Constantinople was besieged thirty-four times throughout its history. Out of the ten sieges that occurred during its time as a city-state and while it was under Roman rule, six were successful, three were repelled and one was lifted as a result of the agreement between the parties.
Turkey
Fall of Constantinople, (May 29, 1453), conquest of Constantinople by Sultan Mehmed II of the Ottoman Empire. The dwindling Byzantine Empire came to an end when the Ottomans breached Constantinople’s ancient land wall after besieging the city for 55 days.
Byzantine Greek language
Constantine the Great
Attila the Hun
Other factors, such as poor leadership and having to compete with trade from the Americas and India, led to the weakening of the empire. In 1683, the Ottoman Turks were defeated at the Battle of Vienna. This loss added to their already waning status.

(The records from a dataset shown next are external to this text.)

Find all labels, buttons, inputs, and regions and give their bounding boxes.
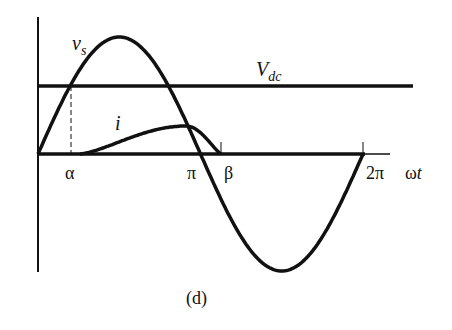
rectifier-waveform-diagram: vs Vdc i α π β 2π ωt (d): [0, 0, 452, 330]
alpha-label: α: [65, 163, 75, 183]
figure-caption: (d): [186, 288, 207, 309]
pi-label: π: [187, 163, 196, 183]
vdc-label: Vdc: [256, 58, 282, 84]
two-pi-label: 2π: [366, 163, 384, 183]
omega-t-label: ωt: [405, 163, 423, 183]
vs-label: vs: [72, 32, 87, 58]
beta-label: β: [224, 163, 233, 183]
current-label: i: [115, 112, 121, 134]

The Turkish metaphor for worldly dominion was the Red Apple. Before 1453 the Red Apple was believed to be the globe held in the right hand of a giant statue of the Emperor Justinian in front of Haghia Sophia.
‘Conquest of Istanbul’) was the capture of the Byzantine Empire’s capital by the Ottoman Empire. The city fell on 29 May 1453, the culmination of a 53-day siege which had begun on 6 April 1453….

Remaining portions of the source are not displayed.